Seasonal Impressions: What is THE MISSING 8?

If you want to get very picky, you could argue that the season’s already begun. The Missing 8‘s first two episodes dropped just after Christmas, and I honestly am still just in awe that the show exists. It’s not a TV series, it’s a semi-independent web short thing that is only actually animated some of the time, but it’s worth checking out just for how odd it is.

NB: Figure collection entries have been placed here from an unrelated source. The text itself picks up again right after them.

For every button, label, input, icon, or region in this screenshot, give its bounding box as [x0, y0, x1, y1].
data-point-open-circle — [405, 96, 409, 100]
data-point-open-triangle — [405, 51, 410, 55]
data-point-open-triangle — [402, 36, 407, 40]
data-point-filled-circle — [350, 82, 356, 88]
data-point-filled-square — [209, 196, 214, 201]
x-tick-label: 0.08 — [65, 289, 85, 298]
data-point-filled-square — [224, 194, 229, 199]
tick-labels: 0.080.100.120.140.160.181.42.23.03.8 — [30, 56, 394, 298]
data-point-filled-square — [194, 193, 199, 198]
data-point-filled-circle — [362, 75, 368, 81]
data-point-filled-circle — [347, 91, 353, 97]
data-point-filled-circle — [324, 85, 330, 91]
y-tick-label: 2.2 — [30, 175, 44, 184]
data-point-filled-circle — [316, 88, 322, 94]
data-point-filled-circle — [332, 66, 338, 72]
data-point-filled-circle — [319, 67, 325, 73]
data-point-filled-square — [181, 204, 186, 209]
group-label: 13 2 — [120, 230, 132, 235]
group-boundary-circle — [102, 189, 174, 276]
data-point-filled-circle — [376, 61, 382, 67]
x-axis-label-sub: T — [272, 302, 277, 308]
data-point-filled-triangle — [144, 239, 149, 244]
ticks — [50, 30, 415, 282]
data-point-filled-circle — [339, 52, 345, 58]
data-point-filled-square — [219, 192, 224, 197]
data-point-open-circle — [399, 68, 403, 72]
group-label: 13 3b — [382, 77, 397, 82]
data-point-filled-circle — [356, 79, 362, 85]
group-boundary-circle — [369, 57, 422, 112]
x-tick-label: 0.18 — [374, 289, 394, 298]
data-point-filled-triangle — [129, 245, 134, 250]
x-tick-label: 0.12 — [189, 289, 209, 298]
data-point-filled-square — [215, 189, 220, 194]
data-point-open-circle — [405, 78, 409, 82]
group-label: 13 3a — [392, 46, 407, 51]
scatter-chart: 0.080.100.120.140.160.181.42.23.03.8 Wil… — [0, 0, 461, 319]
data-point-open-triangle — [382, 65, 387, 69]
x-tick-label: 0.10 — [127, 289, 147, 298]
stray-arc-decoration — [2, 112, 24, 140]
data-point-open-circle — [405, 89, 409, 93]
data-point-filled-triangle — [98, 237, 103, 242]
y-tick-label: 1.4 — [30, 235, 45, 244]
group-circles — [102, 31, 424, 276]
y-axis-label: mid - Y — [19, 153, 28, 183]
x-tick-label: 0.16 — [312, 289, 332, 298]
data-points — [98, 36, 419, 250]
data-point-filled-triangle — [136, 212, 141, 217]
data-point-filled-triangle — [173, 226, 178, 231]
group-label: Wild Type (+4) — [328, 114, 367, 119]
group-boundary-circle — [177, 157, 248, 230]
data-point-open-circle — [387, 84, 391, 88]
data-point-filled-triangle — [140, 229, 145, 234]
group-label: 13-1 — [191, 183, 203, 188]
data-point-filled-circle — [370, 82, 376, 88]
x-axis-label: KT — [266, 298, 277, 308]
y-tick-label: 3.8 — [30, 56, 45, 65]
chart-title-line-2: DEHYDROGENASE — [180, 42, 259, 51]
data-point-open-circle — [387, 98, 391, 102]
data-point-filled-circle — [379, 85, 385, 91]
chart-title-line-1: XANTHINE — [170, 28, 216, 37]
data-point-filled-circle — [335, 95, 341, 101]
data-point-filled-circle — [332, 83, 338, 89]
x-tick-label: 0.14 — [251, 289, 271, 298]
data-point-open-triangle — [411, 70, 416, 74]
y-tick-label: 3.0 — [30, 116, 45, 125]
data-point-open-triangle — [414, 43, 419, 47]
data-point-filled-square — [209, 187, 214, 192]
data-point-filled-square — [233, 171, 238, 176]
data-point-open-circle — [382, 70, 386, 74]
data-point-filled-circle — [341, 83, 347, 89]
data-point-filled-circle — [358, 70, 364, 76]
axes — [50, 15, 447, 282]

And that’s about all for our first week of 2022. If you’re finding the year’s start a little thin, I wouldn’t worry. We’ve got quite the week ahead of us with a good number of premieres piled up already. (I’ll probably be covering about one per day, once they start dropping.) I should also quickly mention Ousama Ranking; yes, it will be returning to this column, probably before too long. It’s a great series and I intend to follow it ’til its end. I’m only not counting it as a leftover from 2021 because, well, I tend to categorize anime by the year they end in rather than the year they begin in. A personal preference, I suppose.